Of course war movies, especially Platoon bear the brunt of the Tropic Thunder assault (the title itself is a play on Tropical Lightning, the nickname of the real-life 25th Infantry Division), as do Blair Witch-like ideas and reality television. But the real surprise was that a movie so determined to bite the Hollywood hand that created it provoked such a reaction that my friend thought it was organized.
Im a little disappointed that I wasnt disappointed enough to call down the thunder on myself and find out.
One of my best friends is a television producer who writes movie reviews for her local paper in Colorado. She panned Tropic Thunder and found herself slimed she suspects by an organized campaign by people affiliated with the movie as a result.
In the interest of solidarity and of testing her theory, I wanted to call down the thunder and see if I got the same treatment as my friend, the online comments full of self-righteous indignation and grammar errors. (I might not received the exact same treatment as her, though, since I reckon that somebody somewhere probably Colorado has already registered as DanThomasIsAnIdiot to leave a comment.)
With Black and Stiller starring in Tropic Thunder, my hopes were high that is to say, low. And with controversy surrounding the film not Robert Downey Jr. playing an Australian actor who gets skin pigmentation surgery to play the platoons black staff sergeant but over the use of the word retard I figured I could generate some indignation of my own.
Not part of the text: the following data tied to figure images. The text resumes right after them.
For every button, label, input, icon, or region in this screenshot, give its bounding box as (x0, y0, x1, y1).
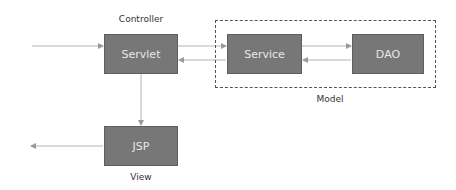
dao-box: DAO (352, 34, 424, 74)
view-label: View (104, 172, 178, 182)
servlet-label: Servlet (122, 48, 161, 61)
jsp-label: JSP (133, 140, 150, 153)
service-label: Service (244, 48, 285, 61)
dao-label: DAO (376, 48, 400, 61)
service-box: Service (227, 34, 302, 74)
model-label: Model (300, 94, 360, 104)
controller-label: Controller (104, 14, 178, 24)
servlet-box: Servlet (104, 34, 178, 74)
jsp-box: JSP (104, 126, 178, 166)
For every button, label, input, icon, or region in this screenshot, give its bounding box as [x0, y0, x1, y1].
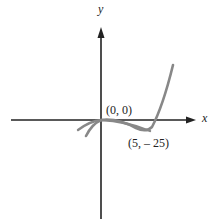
minimum-point-label: (5, – 25) — [128, 136, 169, 151]
y-axis-label: y — [98, 2, 103, 17]
x-axis-arrow-icon — [186, 117, 196, 124]
y-axis-arrow-icon — [98, 27, 105, 38]
origin-point-label: (0, 0) — [106, 103, 132, 118]
graph-figure: y x (0, 0) (5, – 25) — [0, 0, 212, 221]
x-axis-label: x — [202, 111, 207, 126]
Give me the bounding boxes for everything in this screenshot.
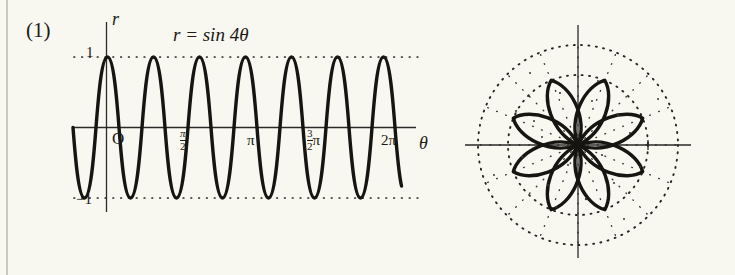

Alas, Tropic Thunder didnt cooperate. With Black at his most tolerable since King Kong and Stiller largely abandoning his manic schtick in favor of a deft directing touch, Tropic Thunder let me down by being watchable.
Its more slyly clever than laugh-out-loud funny, though, so Im a little surprised by how well it went over. The highlight comes right at the beginning, a series of fake trailers promoting the films of actors Tugg Speedman (Stiller), Jeff Portnoy (Black), Kirk Lazarus (Downey) and a video by rapper Alpa Chino (Brandon T. Jackson).
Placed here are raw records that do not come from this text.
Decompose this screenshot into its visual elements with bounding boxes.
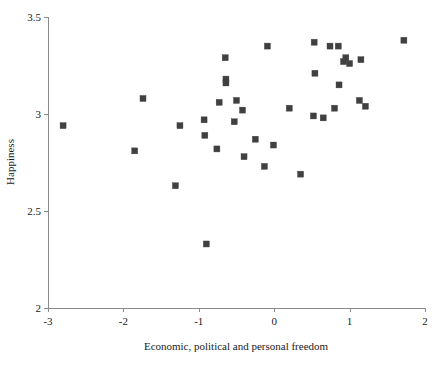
y-axis-title: Happiness — [4, 139, 16, 185]
data-point — [203, 241, 209, 247]
plot-canvas: 22.533.5-3-2-1012 Economic, political an… — [0, 0, 444, 365]
data-point — [234, 97, 240, 103]
data-point — [264, 43, 270, 49]
x-tick-label--2: -2 — [119, 315, 128, 327]
axes — [48, 17, 425, 309]
data-point — [231, 119, 237, 125]
data-point — [223, 80, 229, 86]
x-tick-label-0: 0 — [271, 315, 277, 327]
data-point — [240, 107, 246, 113]
data-point — [201, 117, 207, 123]
data-point — [312, 70, 318, 76]
data-point — [286, 105, 292, 111]
data-point — [177, 123, 183, 129]
x-tick-label--1: -1 — [194, 315, 203, 327]
data-point — [327, 43, 333, 49]
data-point — [335, 43, 341, 49]
data-point — [358, 57, 364, 63]
y-tick-label-2: 2 — [36, 302, 42, 314]
data-point — [222, 55, 228, 61]
data-point — [310, 113, 316, 119]
data-points — [60, 37, 407, 247]
y-tick-label-2.5: 2.5 — [27, 205, 41, 217]
tick-marks — [44, 18, 426, 313]
data-point — [311, 39, 317, 45]
y-tick-label-3: 3 — [36, 108, 42, 120]
data-point — [216, 99, 222, 105]
data-point — [336, 82, 342, 88]
data-point — [362, 103, 368, 109]
data-point — [347, 61, 353, 67]
x-tick-label--3: -3 — [43, 315, 53, 327]
scatter-plot-figure: 22.533.5-3-2-1012 Economic, political an… — [0, 0, 444, 365]
data-point — [261, 163, 267, 169]
data-point — [343, 55, 349, 61]
data-point — [214, 146, 220, 152]
data-point — [298, 171, 304, 177]
x-tick-label-2: 2 — [422, 315, 428, 327]
data-point — [241, 154, 247, 160]
data-point — [320, 115, 326, 121]
data-point — [132, 148, 138, 154]
data-point — [270, 142, 276, 148]
x-tick-label-1: 1 — [347, 315, 353, 327]
data-point — [356, 97, 362, 103]
x-axis-title: Economic, political and personal freedom — [144, 340, 329, 352]
data-point — [252, 136, 258, 142]
data-point — [60, 123, 66, 129]
data-point — [202, 132, 208, 138]
y-tick-label-3.5: 3.5 — [27, 11, 41, 23]
data-point — [332, 105, 338, 111]
data-point — [401, 37, 407, 43]
data-point — [172, 183, 178, 189]
data-point — [140, 95, 146, 101]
The next job for the actors above, along with Kevin Sandusky (Jay Baruchel from most of Judd Apatows projects), is a cinéma vérité Vietnam War project that plunges them into the thick of Southeast Asia with director Damien Cockburn (Steve Coogan from Hamlet 2).
As Tropic Thunder pretty much has stayed on top of the box office since its release Aug. 13, its not giving too much away to reveal that the central joke involves the cast in dire straits in the jungle and oblivious to the fact that theyre no longer acting. With Speedman losing his grip on reality, Portnoy in drug withdrawal, and Lazarus and Alpa Chino sniping at each other, Baruchels Sandusky is the moral compass by default, the lone buoy of sanity in a sea of madness.
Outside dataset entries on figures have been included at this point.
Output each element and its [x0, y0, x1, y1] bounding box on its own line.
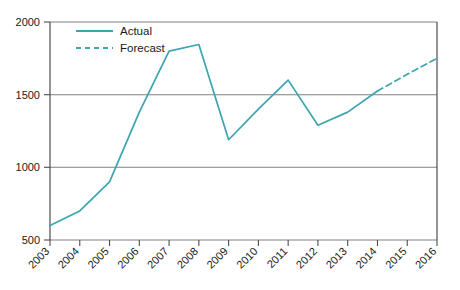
y-tick-label-500: 500: [22, 234, 40, 246]
x-tick-label-2014: 2014: [353, 245, 379, 271]
x-tick-marks: [50, 240, 437, 246]
legend-label-actual: Actual: [120, 25, 152, 37]
y-tick-label-2000: 2000: [16, 16, 40, 28]
x-tick-label-2012: 2012: [294, 245, 320, 271]
x-tick-label-2007: 2007: [145, 245, 171, 271]
x-tick-label-2013: 2013: [323, 245, 349, 271]
x-tick-label-2004: 2004: [55, 245, 81, 271]
x-tick-label-2010: 2010: [234, 245, 260, 271]
x-tick-label-2003: 2003: [26, 245, 52, 271]
y-tick-marks: [44, 22, 50, 240]
line-chart: 2000 1500 1000 500 200320042005200620072…: [0, 0, 460, 290]
legend-label-forecast: Forecast: [120, 42, 166, 54]
x-tick-label-2016: 2016: [413, 245, 439, 271]
x-tick-label-2006: 2006: [115, 245, 141, 271]
x-tick-label-2009: 2009: [204, 245, 230, 271]
chart-canvas: 2000 1500 1000 500 200320042005200620072…: [0, 0, 460, 290]
x-tick-label-2011: 2011: [264, 245, 289, 270]
x-tick-label-2015: 2015: [383, 245, 409, 271]
y-tick-label-1500: 1500: [16, 89, 40, 101]
x-tick-labels: 2003200420052006200720082009201020112012…: [26, 245, 439, 271]
plot-area-background: [50, 22, 437, 240]
x-tick-label-2008: 2008: [174, 245, 200, 271]
y-tick-label-1000: 1000: [16, 161, 40, 173]
y-tick-labels: 2000 1500 1000 500: [16, 16, 40, 246]
x-tick-label-2005: 2005: [85, 245, 111, 271]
Of course war movies, especially Platoon bear the brunt of the Tropic Thunder assault (the title itself is a play on Tropical Lightning, the nickname of the real-life 25th Infantry Division), as do Blair Witch-like ideas and reality television. But the real surprise was that a movie so determined to bite the Hollywood hand that created it provoked such a reaction that my friend thought it was organized.
Im a little disappointed that I wasnt disappointed enough to call down the thunder on myself and find out.